Inspired by the 2021 BMJ Global Health Editorial by Atkinset alon global health (GH) teaching during the COVID-19 pandemic, a group of GH students and recent graduates from around the world convened to discuss our experiences in GH education during multiple global crises. Through weekly meetings over the course of several months, we reflected on the impact the COVID-19 pandemic and broader systemic inequities and injustices in GH education and practice have had on us over the past 2 years. Despite our geographical and disciplinary diversity, our collective experience suggests that while the pandemic provided an opportunity for changing GH education, that opportunity was not seized by most of our institutions. In light of the mounting health crises that loom over our generation, emerging GH professionals have a unique role in critiquing, deconstructing and reconstructing GH education to better address the needs of our time. By using our experiences learning GH during the pandemic as an entry point, and by using this collective as an incubator for dialogue and re-imagination, we offer our insights outlining successes and barriers we have faced with GH and its education and training. Furthermore, we identify autonomous collectives as a potential viable alternative to encourage pluriversality of knowledge and action systems and to move beyond Western universalism that frames most of traditional academia.
Background Global concern with strengthening institutions is evident and has been underscored in the wake of the COVID-19 pandemic. Trusted or trustworthy institutions are vital in addressing institutional capacity strengthening, but there is limited research on institutional trust and how to build it. A preliminary approach entitled, Trusted Institutions (TI), identifies six essential elements of trust including: team culture, autonomy, scale and longevity, commitment to quality and ethics, sustainability, and good fit with local context and culture. We aimed to explore capacity building initiatives and the notion of ‘trust’ within non-government health institutions in low- and middle-income countries (LMICs) and validate these essential elements of trust through a systematic review.Methods We searched the published literature in PubMed and EMBASE in March 2020 and employed a three-concept search that included “health-related institutions”; “capacity building”; and “LMICs”. The study team used PRISMA reporting guidelines to conduct title and full-text reviews and conduct data extraction and analysis.Results The search yielded 342 unique articles. Seventy-seven references met initial inclusion criteria and underwent full-text extraction; 31 studies were included in the final analysis. Capacity building activities ranged from individual-level skills to institutional systems and structures. All articles addressed at least one element of trust with over half of articles describing sustainability (n = 18; 58%) and good fit with local context and culture (n = 18; 58%). Only 14 (45%) of articles explicitly mentioned the concept of trust either within an institution (intra-institutional) or between two or more institutions (interinstitutional). Four additional themes emerged as relevant to institutional trust including collaboration, communication, extent of institutional networks, and intersectionality.Conclusions This review validates essential elements of trust in the TI approach and documents the importance of building trust both within and between institutions. The TI approach can be used by public health institutions in LMICs to enhance their abilities to achieve institutional missions and meet global targets.

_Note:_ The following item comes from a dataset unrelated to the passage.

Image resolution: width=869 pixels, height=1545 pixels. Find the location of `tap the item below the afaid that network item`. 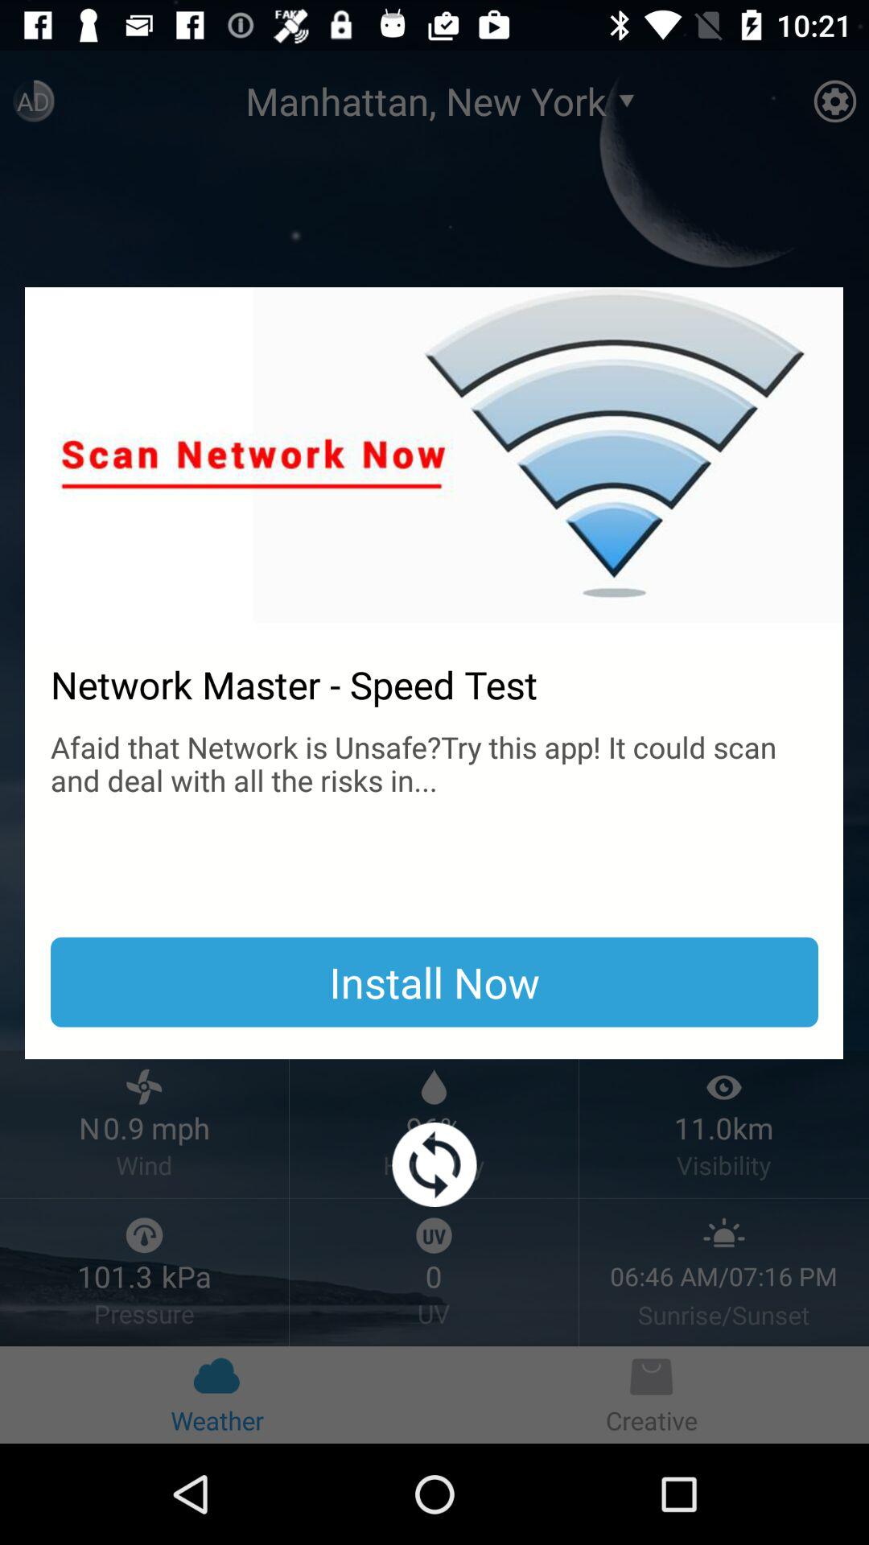

tap the item below the afaid that network item is located at coordinates (435, 982).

Recent calls for global health decolonization suggest that addressing the problems of global health may require more than ‘elevating country voice’. We employed a frame analysis of the diagnostic, prognostic, and motivational framings of both discourses and analyzed the implications of convergence or divergence of these frames for global health practice and scholarship. We used two major sources of data–a review of literature and in-depth interviews with actors in global health practice and shapers of discourse around elevating country voice and decolonizing global health. Using NVivo 12, a deductive analysis approach was applied to the literature and interview transcripts using diagnostic, prognostic and motivational framings as themes. We found that calls for elevating country voice consider suppressed low- and middle-income country (LMIC) voice in global health agenda-setting and lack of country ownership of health initiatives as major problems; advancing better LMIC representation in decision making positions, and local ownership of development initiatives as solutions. The rationale for action is greater aid impact. In contrast, calls for decolonizing global health characterize colonialityas the problem. Its prognostic framing, though still in a formative stage, includes greater acceptance of diversity in approaches to knowledge creation and health systems, and a structural transformation of global health governance. Its motivational framing is justice. Conceptually and in terms of possible outcomes, the frames underlying these discourses differ. Actors’ origin and nature of involvement with global health work are markers of the frames they align with. In response to calls for country voice elevation, global health institutions working in LMICs may prioritize country representation in rooms near or where power resides, but this falls short of expectations of decolonizing global health advocates. Whether governments, organizations, and communities will sufficiently invest in public health to achieve decolonization remains unknown and will determine the future of the call for decolonization and global health practice at large.